In the general setting, then, an automorphic form is a function on (with values in some fixed finite-dimensional vector space , in the vector-valued case), subject to three kinds of conditions:
It is the first of these that makes automorphic, that is, satisfy an interesting functional equation relating with for . In the vector-valued case the specification can involve a finite-dimensional group representation ρ acting on the components to 'twist' them. The Casimir operator condition says that some Laplacians have as eigenfunction; this ensures that has excellent analytic properties, but whether it is actually a complex-analytic function depends on the particular case. The third condition is to handle the case where is not compact but has cusps.
Before this very general setting was proposed (around 1960), there had already been substantial developments of automorphic forms other than modular forms. The case of a Fuchsian group had already received attention before 1900 (see below). The Hilbert modular forms (Hilbert-Blumenthal, as one should say) were proposed not long after that, though a full theory was long in coming. The Siegel modular forms, for which is a symplectic group, arose naturally from considering moduli spaces and theta functions. The post-war interest in several complex variables made it natural to pursue the idea of automorphic form in the cases where the forms are indeed complex-analytic. Much work was done, in particular by Ilya Piatetski-Shapiro, in the years around 1960, in creating such a theory. The theory of the Selberg trace formula, as applied by others, showed the considerable depth of the theory. Robert Langlands showed how (in generality, many particular cases being known) the Riemann-Roch theorem could be applied to the calculation of dimensions of automorphic forms; this is a kind of post hoc check on the validity of the notion. He also produced the general theory of Eisenstein series, which corresponds to what in spectral theory terms would be the 'continuous spectrum' for this problem, leaving the cusp form or discrete part to investigate. From the point of view of number theory, the cusp forms had been recognised, since Srinivasa Ramanujan, as the heart of the matter.

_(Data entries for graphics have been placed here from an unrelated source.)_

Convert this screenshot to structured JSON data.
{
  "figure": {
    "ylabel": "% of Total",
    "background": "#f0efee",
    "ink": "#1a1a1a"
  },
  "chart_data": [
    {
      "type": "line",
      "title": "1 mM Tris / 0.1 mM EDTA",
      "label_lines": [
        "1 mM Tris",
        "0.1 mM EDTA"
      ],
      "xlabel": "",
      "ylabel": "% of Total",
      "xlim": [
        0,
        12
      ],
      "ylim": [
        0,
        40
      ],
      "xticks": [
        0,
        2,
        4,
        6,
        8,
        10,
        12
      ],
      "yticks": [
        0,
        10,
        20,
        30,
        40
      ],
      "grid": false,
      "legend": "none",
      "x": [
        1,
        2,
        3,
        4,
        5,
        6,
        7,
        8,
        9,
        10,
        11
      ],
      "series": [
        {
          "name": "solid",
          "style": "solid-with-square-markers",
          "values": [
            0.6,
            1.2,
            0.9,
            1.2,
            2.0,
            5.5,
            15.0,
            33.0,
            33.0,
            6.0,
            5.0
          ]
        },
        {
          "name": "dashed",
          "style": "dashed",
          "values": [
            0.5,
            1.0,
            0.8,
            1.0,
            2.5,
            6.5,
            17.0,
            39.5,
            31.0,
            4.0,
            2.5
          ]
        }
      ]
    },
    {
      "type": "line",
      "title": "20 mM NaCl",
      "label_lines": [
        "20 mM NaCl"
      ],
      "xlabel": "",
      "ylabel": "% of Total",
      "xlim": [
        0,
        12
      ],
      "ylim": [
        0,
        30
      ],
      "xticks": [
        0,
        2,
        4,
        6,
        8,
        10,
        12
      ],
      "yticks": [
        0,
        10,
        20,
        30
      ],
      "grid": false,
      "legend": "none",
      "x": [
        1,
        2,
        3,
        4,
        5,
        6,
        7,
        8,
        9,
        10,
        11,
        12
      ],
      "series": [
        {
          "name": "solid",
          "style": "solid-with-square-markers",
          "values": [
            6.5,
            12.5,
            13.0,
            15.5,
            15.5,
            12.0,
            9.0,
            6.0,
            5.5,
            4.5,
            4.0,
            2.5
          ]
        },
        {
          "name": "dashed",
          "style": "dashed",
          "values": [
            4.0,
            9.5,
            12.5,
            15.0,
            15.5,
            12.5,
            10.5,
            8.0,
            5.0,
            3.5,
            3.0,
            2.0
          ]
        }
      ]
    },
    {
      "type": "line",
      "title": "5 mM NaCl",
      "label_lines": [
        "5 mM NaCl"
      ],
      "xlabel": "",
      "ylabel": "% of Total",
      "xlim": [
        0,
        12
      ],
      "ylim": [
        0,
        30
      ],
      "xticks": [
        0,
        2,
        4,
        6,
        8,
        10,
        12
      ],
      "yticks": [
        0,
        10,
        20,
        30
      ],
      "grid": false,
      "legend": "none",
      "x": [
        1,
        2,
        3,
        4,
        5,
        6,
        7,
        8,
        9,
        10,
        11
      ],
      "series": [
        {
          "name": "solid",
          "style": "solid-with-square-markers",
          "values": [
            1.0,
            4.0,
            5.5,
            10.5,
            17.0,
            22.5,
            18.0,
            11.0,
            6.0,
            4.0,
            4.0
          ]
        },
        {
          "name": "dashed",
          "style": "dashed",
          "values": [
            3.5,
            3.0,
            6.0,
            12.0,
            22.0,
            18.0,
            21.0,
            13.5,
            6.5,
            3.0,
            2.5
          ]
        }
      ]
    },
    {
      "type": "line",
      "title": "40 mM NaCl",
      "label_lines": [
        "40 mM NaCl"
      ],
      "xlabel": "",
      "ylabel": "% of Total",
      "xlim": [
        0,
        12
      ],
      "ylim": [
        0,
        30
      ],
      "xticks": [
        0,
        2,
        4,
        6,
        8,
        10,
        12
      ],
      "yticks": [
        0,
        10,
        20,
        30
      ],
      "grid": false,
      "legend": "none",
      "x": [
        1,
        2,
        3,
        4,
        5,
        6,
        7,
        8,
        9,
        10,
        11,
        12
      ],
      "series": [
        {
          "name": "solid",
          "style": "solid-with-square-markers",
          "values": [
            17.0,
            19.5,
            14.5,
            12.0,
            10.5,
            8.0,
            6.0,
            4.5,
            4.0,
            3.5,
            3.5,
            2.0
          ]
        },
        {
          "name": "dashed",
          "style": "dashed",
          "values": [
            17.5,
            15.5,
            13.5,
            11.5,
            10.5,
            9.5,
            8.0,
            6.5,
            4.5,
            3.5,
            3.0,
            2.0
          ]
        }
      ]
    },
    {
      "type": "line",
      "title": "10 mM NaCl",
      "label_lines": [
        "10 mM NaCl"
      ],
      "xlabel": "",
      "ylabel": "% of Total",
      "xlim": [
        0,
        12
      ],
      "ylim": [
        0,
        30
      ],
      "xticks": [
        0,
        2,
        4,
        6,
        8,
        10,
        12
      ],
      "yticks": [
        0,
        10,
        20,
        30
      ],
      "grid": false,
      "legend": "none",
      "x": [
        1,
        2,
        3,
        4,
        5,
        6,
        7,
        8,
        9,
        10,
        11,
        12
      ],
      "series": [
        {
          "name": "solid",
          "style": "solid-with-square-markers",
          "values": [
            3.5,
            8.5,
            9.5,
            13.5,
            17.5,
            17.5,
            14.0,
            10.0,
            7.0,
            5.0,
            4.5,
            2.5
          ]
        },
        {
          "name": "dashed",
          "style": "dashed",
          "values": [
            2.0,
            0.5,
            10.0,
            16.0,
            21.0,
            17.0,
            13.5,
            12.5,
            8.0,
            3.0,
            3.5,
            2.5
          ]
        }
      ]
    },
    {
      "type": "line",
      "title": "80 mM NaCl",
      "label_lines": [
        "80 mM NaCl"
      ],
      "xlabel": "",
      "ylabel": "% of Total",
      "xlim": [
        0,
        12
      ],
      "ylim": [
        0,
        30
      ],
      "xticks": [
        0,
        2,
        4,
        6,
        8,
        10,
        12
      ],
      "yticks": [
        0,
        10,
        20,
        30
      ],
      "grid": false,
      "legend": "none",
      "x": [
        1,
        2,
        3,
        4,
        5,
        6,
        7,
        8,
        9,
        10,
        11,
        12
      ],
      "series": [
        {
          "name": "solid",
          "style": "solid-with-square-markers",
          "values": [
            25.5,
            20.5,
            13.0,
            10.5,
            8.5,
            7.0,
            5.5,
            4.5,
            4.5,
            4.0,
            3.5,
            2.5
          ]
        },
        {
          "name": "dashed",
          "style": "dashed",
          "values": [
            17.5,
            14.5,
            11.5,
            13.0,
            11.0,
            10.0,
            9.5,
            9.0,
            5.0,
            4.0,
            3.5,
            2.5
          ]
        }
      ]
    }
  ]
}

The subsequent notion of automorphic representation has proved of great technical value for dealing with an algebraic group, treated as an adelic algebraic group. It does not completely include the automorphic form idea introduced above, in that the adele approach is a way of dealing with the whole family of congruence subgroups at once. Inside an space for a quotient of the adelic form of , an automorphic representation is a representation that is an infinite tensor product of representations of p-adic groups, with specific enveloping algebra representations for the infinite prime(s). One way to express the shift in emphasis is that the Hecke operators are here in effect put on the same level as the Casimir operators; which is natural from the point of view of functional analysis, though not so obviously for the number theory. It is this concept that is basic to the formulation of the Langlands philosophy.
Poincaré's first area of interest in mathematics, dating to the 1880s, was automorphic forms. He named them Fuchsian functions, after the mathematician Lazarus Fuchs, because Fuchs was known for being a good teacher and had researched on differential equations and the theory of functions. Poincaré actually developed the concept of these functions as part of his doctoral thesis. Under Poincaré's definition, an automorphic function is one which is analytic in its domain and is invariant under a denumerable infinite group of linear fractional transformations. Automorphic functions then generalize both trigonometric and elliptic functions.
Poincaré explains how he discovered Fuchsian functions:
This article incorporates material from Jules Henri Poincaré on PlanetMath, which is licensed under the Creative Commons Attribution/Share-Alike License.